Figure 7(a) shows the variation of the axial deformation of Columns CE1 to CE5 as a function of fire exposure time for different loading cases. It can be seen that the columns with increased eccentricity have a shorter expansion zone (the time zone in which the column is expanding [elongating] due to increasing temperature and is seen as an increase in axial deformation) because the eccentricity causes bending of the column and the total expansion of the column is lower, as can be seen

Fig. 7—Effect of various parameters on RC columns under biaxial bending.

618 ACI Structural Journal/September-October 2011

dimensions does not significantly increase the flexural strength of the column under biaxial bending.

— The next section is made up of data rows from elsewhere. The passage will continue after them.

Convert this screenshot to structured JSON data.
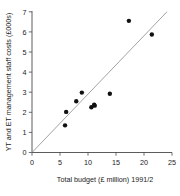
{
  "chart_data": {
    "type": "scatter",
    "title": "",
    "xlabel": "Total budget (£ million) 1991/2",
    "ylabel": "YT and ET management staff costs (£000s)",
    "xlim": [
      0,
      25
    ],
    "ylim": [
      0,
      7
    ],
    "xticks": [
      0,
      5,
      10,
      15,
      20,
      25
    ],
    "yticks": [
      0,
      1,
      2,
      3,
      4,
      5,
      6,
      7
    ],
    "xtick_labels": [
      "0",
      "5",
      "10",
      "15",
      "20",
      "25"
    ],
    "ytick_labels": [
      "0",
      "1",
      "2",
      "3",
      "4",
      "5",
      "6",
      "7"
    ],
    "grid": false,
    "legend": null,
    "marker": {
      "shape": "circle",
      "color": "#111111",
      "size": 3.2
    },
    "points": [
      {
        "x": 5.9,
        "y": 1.35
      },
      {
        "x": 6.1,
        "y": 2.02
      },
      {
        "x": 7.9,
        "y": 2.55
      },
      {
        "x": 8.9,
        "y": 2.98
      },
      {
        "x": 10.6,
        "y": 2.25
      },
      {
        "x": 11.1,
        "y": 2.38
      },
      {
        "x": 11.2,
        "y": 2.33
      },
      {
        "x": 13.9,
        "y": 2.92
      },
      {
        "x": 17.3,
        "y": 6.55
      },
      {
        "x": 21.4,
        "y": 5.87
      }
    ],
    "fit_line": {
      "type": "line",
      "through_origin": true,
      "x0": 0.0,
      "y0": 0.0,
      "x1": 24.1,
      "y1": 7.0,
      "color": "#8a8a8a"
    }
  },
  "axes": {
    "x_axis_name": "x-axis",
    "y_axis_name": "y-axis"
  }
}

Effect of fire severityTo illustrate the effects of the fire scenario combined with

biaxial bending, four RC columns (Columns CF1, CF2, CF3, and CF4) were analyzed under standard and design fire scenarios. The column is analyzed under three standard and two design fire exposures (refer to Fig. 7(e)) by subjecting them to a bi-eccentric load (50 mm [2 in.]). The three standard fire scenarios are ASTM E119-079 standard fire, hydrocarbon standard fire, and external standard fire.9,10,21 There is no decay phase in the standard fire curves but, in realistic fires, a decay phase always exists because the fuel or ventilation runs out, leading to compartment burnout. Thus, the remaining two fire scenarios are used to represent more realistic (design) fire exposure.

It can be seen from Table 2 and Fig. 7(f) that the lowest fire resistance of 98 minutes is obtained for Column CF1 exposed to the hydrocarbon fire as compared to 131 minutes for Column CD1 under the ASTM E119-079 standard fire exposure. This is due to the steep increase in temperature for the hydrocarbon fire, as shown in Fig. 7(e). The axial deformation of Column CF1 is also lower than that of Column CD1 in the expansion phase due to a higher loss in strength and stiffness in the column. Also, the fire resistance for the column exposed to the external fire is higher than that for the column under ASTM E119-079 standard fire. This is on the expected line and is due to the fact that the maximum fire temperature attained for external fire exposure is low when compared to that of ASTM E119-079 standard fire. The columns exposed to design fire scenarios (Columns CF3 and CF4) do not attain failure. In spite of the severe fire scenario (Fire I), no failure is attained in Column CF3.

It is evident from previous studies on axially loaded columns8 that the fire scenario has a significant effect on fire resistance. Comparing axially loaded columns8 to Columns CF1 to CF4, it can be seen that the reduction or increase in the fire resistance of a column due to the change in the fire scenario is more pronounced when the column is subjected to bending. For example, under axial loading, the fire resistance of Column C18 reduced by 13% when the fire scenario changed from ASTM E119-079 to hydrocarbon fire (Column C2). Under bi-eccentric loading, the reduction in fire resistance is approximately 25%. This can be attributed to the fact that a change in the time-temperature profile affects the temperature in the outer layer of concrete more; this concrete contributes more toward the flexural strength of the column.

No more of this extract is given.